In this dialectic, the prize is not simply the reopening of a chokepoint. The prize is a reordered system in which the United States effectively arbitrages and controls the global flow of oil. A world in which US‑aligned production in the Americas plus a discretionary capability to secure,or not secure, Hormuz places Washington at the centre of the hydrocarbon chessboard. For that strategic end, a rapid restoration of the old status quo would be counterproductive.
A quick, surgical “fix” of Hormuz would short‑circuit the dialectic. If Trump rapidly crushed Iran’s remaining coastal capabilities, swept the mines and escorted tankers back through the Strait, Europe and the UK would heave a sigh of relief and return to business as usual: underfunded militaries, maximalist green posturing and performative disdain for US power, all underwritten by that same power. The contradiction between their dependence and their posture would remain latent.
By declining to supply the synthesis on demand, and by explicitly telling London and Brussels to “go and take it” themselves, Trump forces a reckoning. European and British leaders must confront the fact that their energy systems, their industrial bases and their geopolitical sermons all rest on an American hard‑power foundation they neither finance nor politically respect. The longer the contradiction is allowed to unfold, the stronger the eventual synthesis can be: a new order in which access to secure flows, Hormuz, Venezuela and beyond, is explicitly conditional on real contributions, not assumed as a right.
In that sense, the delay in “taking” the Strait, and the challenge issued to US allies to do it themselves, is not indecision. It is the negative moment Hegel insisted was necessary for history to move. Only by withholding the old guarantee, and by saying so out loud to those who depended on it, can Trump hope to end the free ride.
What is happening right now is what should have happened in 1979. Had Carter decapitated the Ayatollah’s regime when it seized the US embassy and refused to free the hostages, thousands of Americans who were killed by the evil Islamic regime of Iran and its terror proxies would be alive today. It took 47 years but now we are righting an historic wrong.
@uricohenisrael One of these days.

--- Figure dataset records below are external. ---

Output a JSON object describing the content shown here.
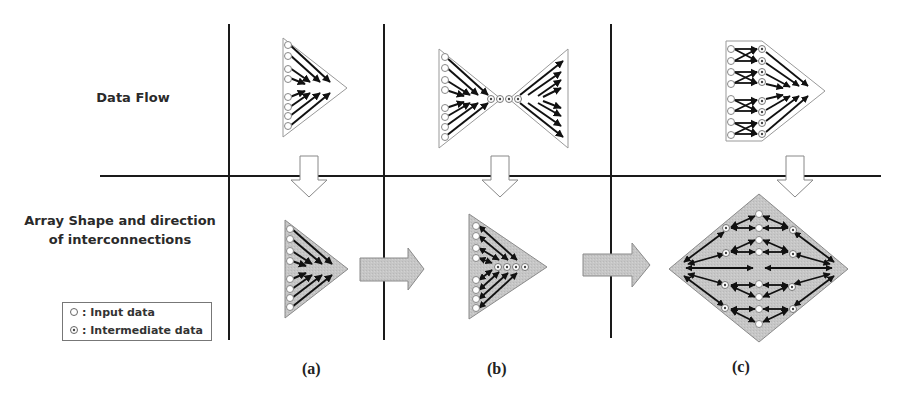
{
  "rows": {
    "data_flow": "Data Flow",
    "array_shape_line1": "Array Shape and direction",
    "array_shape_line2": "of interconnections"
  },
  "legend": {
    "items": [
      {
        "symbol": "open-circle",
        "label": "Input data"
      },
      {
        "symbol": "dotted-circle",
        "label": "Intermediate data"
      }
    ],
    "separator": ":"
  },
  "columns": [
    {
      "caption": "(a)",
      "data_flow": "triangle-reduction",
      "array_shape": "triangle"
    },
    {
      "caption": "(b)",
      "data_flow": "butterfly-reduction-broadcast",
      "array_shape": "triangle-with-intermediate"
    },
    {
      "caption": "(c)",
      "data_flow": "exchange-then-reduction",
      "array_shape": "diamond"
    }
  ],
  "colors": {
    "line": "#1a1a1a",
    "shape_fill": "#c8c8c8",
    "shape_stroke": "#8a8a8a",
    "arrow_fill": "#c4c4c4",
    "text": "#2a2a2a"
  }
}
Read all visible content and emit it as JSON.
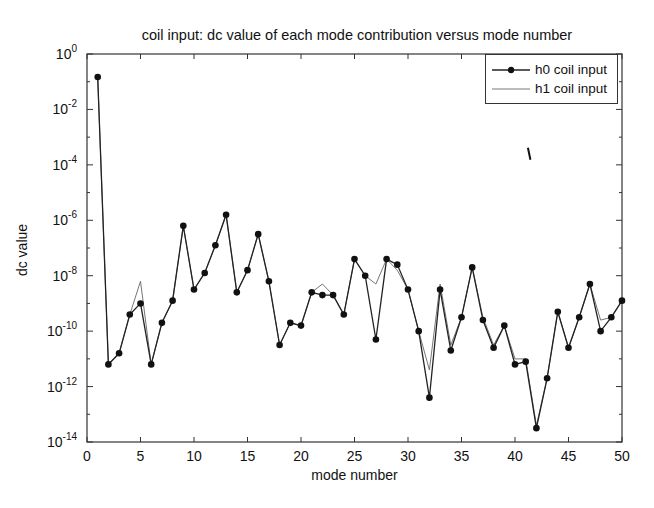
{
  "chart_data": {
    "type": "line",
    "title": "coil input:  dc value of each mode contribution versus mode number",
    "xlabel": "mode number",
    "ylabel": "dc value",
    "yscale": "log",
    "xlim": [
      0,
      50
    ],
    "ylim": [
      1e-14,
      1
    ],
    "xticks": [
      0,
      5,
      10,
      15,
      20,
      25,
      30,
      35,
      40,
      45,
      50
    ],
    "yticks_exponents": [
      0,
      -2,
      -4,
      -6,
      -8,
      -10,
      -12,
      -14
    ],
    "ytick_labels": [
      "10^0",
      "10^-2",
      "10^-4",
      "10^-6",
      "10^-8",
      "10^-10",
      "10^-12",
      "10^-14"
    ],
    "grid": false,
    "legend_position": "upper right",
    "x": [
      1,
      2,
      3,
      4,
      5,
      6,
      7,
      8,
      9,
      10,
      11,
      12,
      13,
      14,
      15,
      16,
      17,
      18,
      19,
      20,
      21,
      22,
      23,
      24,
      25,
      26,
      27,
      28,
      29,
      30,
      31,
      32,
      33,
      34,
      35,
      36,
      37,
      38,
      39,
      40,
      41,
      42,
      43,
      44,
      45,
      46,
      47,
      48,
      49,
      50
    ],
    "series": [
      {
        "name": "h0 coil input",
        "style": "line with filled circle markers",
        "log10_values": [
          -0.83,
          -11.2,
          -10.8,
          -9.4,
          -9.0,
          -11.2,
          -9.7,
          -8.9,
          -6.2,
          -8.5,
          -7.9,
          -6.9,
          -5.8,
          -8.6,
          -7.8,
          -6.5,
          -8.2,
          -10.5,
          -9.7,
          -9.8,
          -8.6,
          -8.7,
          -8.7,
          -9.4,
          -7.4,
          -8.0,
          -10.3,
          -7.4,
          -7.6,
          -8.5,
          -10.0,
          -12.4,
          -8.5,
          -10.7,
          -9.5,
          -7.7,
          -9.6,
          -10.6,
          -9.8,
          -11.2,
          -11.1,
          -13.5,
          -11.7,
          -9.3,
          -10.6,
          -9.5,
          -8.3,
          -10.0,
          -9.5,
          -8.9
        ]
      },
      {
        "name": "h1 coil input",
        "style": "thin line, no markers",
        "log10_values": [
          -0.83,
          -11.2,
          -10.8,
          -9.4,
          -8.2,
          -11.2,
          -9.7,
          -8.9,
          -6.2,
          -8.5,
          -7.9,
          -6.9,
          -5.8,
          -8.6,
          -7.8,
          -6.5,
          -8.2,
          -10.5,
          -9.7,
          -9.8,
          -8.6,
          -8.3,
          -8.7,
          -9.4,
          -7.4,
          -8.0,
          -8.3,
          -7.4,
          -7.8,
          -8.5,
          -10.0,
          -11.4,
          -8.3,
          -10.5,
          -9.5,
          -7.7,
          -9.5,
          -10.5,
          -9.8,
          -11.0,
          -11.0,
          -13.4,
          -11.7,
          -9.3,
          -10.6,
          -9.5,
          -8.3,
          -9.6,
          -9.5,
          -8.9
        ]
      }
    ],
    "annotations": [
      {
        "type": "stray-mark",
        "x": 41.3,
        "log10_y": -3.6
      }
    ]
  },
  "legend": {
    "items": [
      {
        "label": "h0 coil input"
      },
      {
        "label": "h1 coil input"
      }
    ]
  }
}
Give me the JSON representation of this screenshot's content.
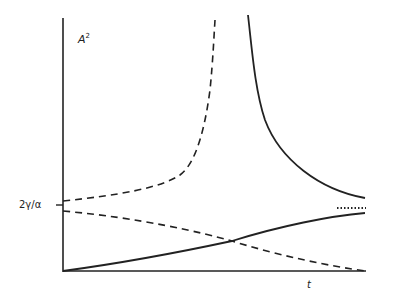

I’m going to get back to Israel and have a beer with you in Tel Aviv, Jaffa and Jerusalem and the next day eat Israeli breakfast
@CherylWroteIt@CherylWroteIt wishing you, your baby, your husband and children continued blessings. You have been a guiding light during these challenging times. Keep burning bright! Take care of yourself and when you are ready, come back. We will welcome you with open arms.